LIFE & STYLE

Balancing Act: ‘She Took Her First Steps’: A Serena Williams Miss Working Parents Can Relate To

By Heidi Stevens
Chicago Tribune

WWR Article Summary (tl;dr) Thousands of fans swooped in with support for Serena Williams after she tweeted about missing her baby’s first steps.

Chicago Tribune

Two days before facing Russian Evgeniya Rodina at Wimbledon, Serena Williams tweeted the most human of messages.
“She took her first steps … I was training and missed it. I cried.”

“She,” of course, is 10-month-old Olympia, Serena’s daughter with husband Alexis Ohanian.

A year ago, Williams was still pregnant. On Monday, she beat Rodina in her eighth singles title at Wimbledon. (I walk/jogged the Bucktown 5k two weeks after my daughter’s first birthday and pretty much wouldn’t shut up about it for six months.)

But Williams isn’t like us mere mortals. She’s among the greatest athletes of all time, and she continues to prove as much, even after naysayers wrote her off as all but retired when she announced her pregnancy.

As if that weren’t enough, she continually uses her platform, particularly social media, to encourage others who may be feeling underestimated.

“2 days until #Wimbledon,” she tweeted June 30. “Just in case no one’s told you yet today, I want to remind you that you are greater than your circumstances.”

“1 day until #Wimbledon,” she tweeted the next day, with a photo of her winning her 22nd Grand Slam title. “In this moment, 22 was the greatest feeling, but ultimately getting to 23 was even better. Never let anyone put a limit on how far you can go.”

So when she sent up a working-parent flare on Saturday, she walked; I missed it, it was wonderful to see her fans swoop in with support.

“Ah Serena,” ESPN reporter Alison Bender replied, “I’m with you there. I’m in Russia at a World Cup. I watched mine take her first steps on a video. She’ll be proud of you when she grows up (I have to keep telling myself).”

“They notice,” a user who goes by Krika replied to Bender and Williams. “When mine was 3 y/o I had to go for 12 days to China on business. Heart broken. When I came back, I was told she was telling everyone very proudly. She’s 8 now and she still does.”

Chrissy Teigen, model and activist and mom of two young kids, weighed in: “She is practicing so you can see the real ones.”

Williams’ tweet garnered 3,000 replies by Monday morning, and the vast majority were positive and encouraging. (If only Twitter were always this lovely.)

My favorite reply came from a guy named David Jones.

“When your daughter is a little older she’ll know her mother is 1. The greatest tennis player of all time,” Jones wrote. “2. The woman who helped others return to the game after childbirth with a protected ranking and a career they don’t have to abandon. I hope you win it for her next Saturday.”(The final match for women’s singles.)

I’m grateful that Williams shows us the ways she is, truth be told, a mere mortal, unable to divide herself in two, unable to travel back in time and witness those momentous steps, unable to slay at her job without putting in the long hours that take her, at times, away from her family.

I’m even more grateful that her community of onlookers didn’t jump all over her for it. All too often we train our eagle eyes on working moms, waiting, salivating, for them to admit defeat. “You can have it all, but not all at once,” we love to tell them.

Not so fast, Williams tells us with her wins and her words.

And we cheer from the sidelines, both in awe and in recognition.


Find the lines of the data below that include "center". Report their number only.
-------- STUDY MATERIAL
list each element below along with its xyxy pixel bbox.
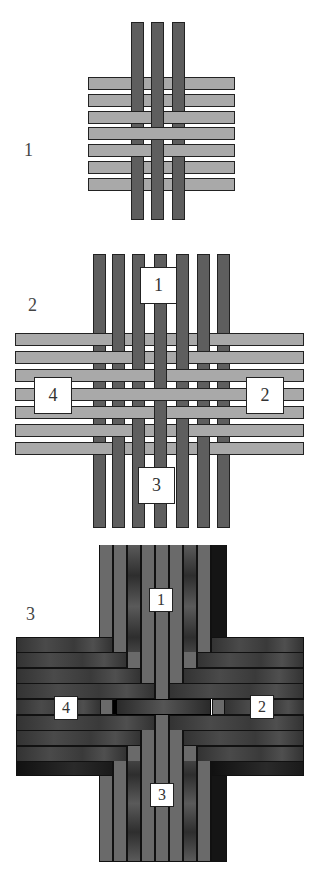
vertical-strip-over — [172, 93, 185, 108]
finished-vertical-strip — [183, 746, 197, 862]
vertical-strip-over — [172, 76, 185, 91]
step-3-tag-3: 3 — [150, 783, 174, 807]
vertical-strip-over — [176, 332, 189, 347]
finished-vertical-strip — [127, 746, 141, 862]
vertical-strip-over — [172, 177, 185, 192]
finished-vertical-strip — [197, 545, 211, 652]
finished-horizontal-strip — [211, 637, 304, 653]
finished-vertical-strip — [113, 761, 127, 776]
vertical-strip-over — [176, 441, 189, 456]
finished-vertical-strip — [113, 761, 127, 862]
finished-vertical-strip — [211, 776, 227, 862]
vertical-strip-over — [172, 160, 185, 175]
finished-horizontal-strip — [211, 761, 304, 776]
finished-center-square — [100, 699, 113, 715]
vertical-strip-over — [154, 332, 167, 347]
vertical-strip-over — [197, 332, 210, 347]
finished-horizontal-strip — [183, 668, 304, 684]
vertical-strip-over — [154, 405, 167, 420]
finished-vertical-strip — [155, 545, 169, 699]
step-1-label: 1 — [24, 140, 33, 161]
finished-horizontal-strip — [16, 746, 127, 762]
finished-vertical-strip — [183, 746, 197, 761]
finished-vertical-strip — [127, 746, 141, 761]
finished-vertical-strip — [169, 545, 183, 683]
vertical-strip-over — [131, 177, 144, 192]
finished-vertical-strip — [211, 545, 227, 637]
finished-horizontal-strip — [16, 668, 141, 684]
finished-horizontal-strip — [197, 746, 304, 762]
finished-horizontal-strip — [16, 652, 127, 668]
vertical-strip-over — [151, 160, 164, 175]
finished-center-bar — [116, 699, 211, 715]
finished-vertical-strip — [99, 545, 113, 637]
vertical-strip-over — [154, 368, 167, 383]
vertical-strip-over — [197, 441, 210, 456]
vertical-strip-over — [151, 93, 164, 108]
step-2-tag-1: 1 — [140, 267, 177, 304]
finished-horizontal-strip — [169, 683, 304, 699]
vertical-strip-over — [151, 143, 164, 158]
finished-horizontal-strip — [16, 683, 155, 699]
finished-center-square — [212, 699, 225, 715]
step-3-tag-1: 1 — [149, 588, 173, 612]
finished-horizontal-strip — [16, 730, 141, 746]
step-3-tag-2: 2 — [250, 695, 274, 719]
vertical-strip-over — [131, 76, 144, 91]
finished-vertical-strip — [141, 545, 155, 683]
vertical-strip-over — [112, 332, 125, 347]
finished-horizontal-strip — [197, 652, 304, 668]
finished-horizontal-strip — [169, 715, 304, 731]
finished-vertical-strip — [183, 652, 197, 668]
step-3-label: 3 — [26, 604, 35, 625]
horizontal-strip — [88, 127, 235, 140]
finished-vertical-strip — [155, 683, 169, 699]
finished-vertical-strip — [197, 761, 211, 776]
finished-vertical-strip — [197, 637, 211, 652]
vertical-strip-over — [132, 350, 145, 365]
finished-vertical-strip — [127, 545, 141, 668]
vertical-strip-over — [154, 441, 167, 456]
finished-vertical-strip — [155, 715, 169, 730]
vertical-strip-over — [154, 423, 167, 438]
vertical-strip-over — [131, 160, 144, 175]
finished-vertical-strip — [127, 652, 141, 668]
vertical-strip-over — [176, 423, 189, 438]
finished-vertical-strip — [99, 776, 113, 862]
vertical-strip-over — [154, 350, 167, 365]
finished-vertical-strip — [113, 545, 127, 652]
vertical-strip-over — [132, 332, 145, 347]
finished-vertical-strip — [169, 730, 183, 746]
finished-vertical-strip — [113, 637, 127, 652]
finished-horizontal-strip — [183, 730, 304, 746]
vertical-strip-over — [151, 76, 164, 91]
vertical-strip-over — [151, 110, 164, 125]
finished-horizontal-strip — [16, 637, 113, 653]
step-2-tag-3: 3 — [138, 467, 175, 504]
vertical-strip-over — [131, 93, 144, 108]
vertical-strip-over — [151, 177, 164, 192]
vertical-strip-over — [132, 423, 145, 438]
finished-vertical-strip — [183, 545, 197, 668]
finished-vertical-strip — [141, 668, 155, 683]
finished-vertical-strip — [169, 668, 183, 683]
finished-vertical-strip — [141, 730, 155, 746]
vertical-strip-over — [112, 441, 125, 456]
step-3-tag-4: 4 — [54, 696, 78, 720]
finished-horizontal-strip — [16, 761, 113, 776]
finished-horizontal-strip — [16, 715, 155, 731]
step-2-tag-2: 2 — [246, 377, 284, 414]
step-2-tag-4: 4 — [34, 377, 72, 414]
vertical-strip-over — [176, 350, 189, 365]
step-2-label: 2 — [28, 295, 37, 316]
vertical-strip-over — [132, 441, 145, 456]
finished-vertical-strip — [197, 761, 211, 862]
----------------
[RESULT]
3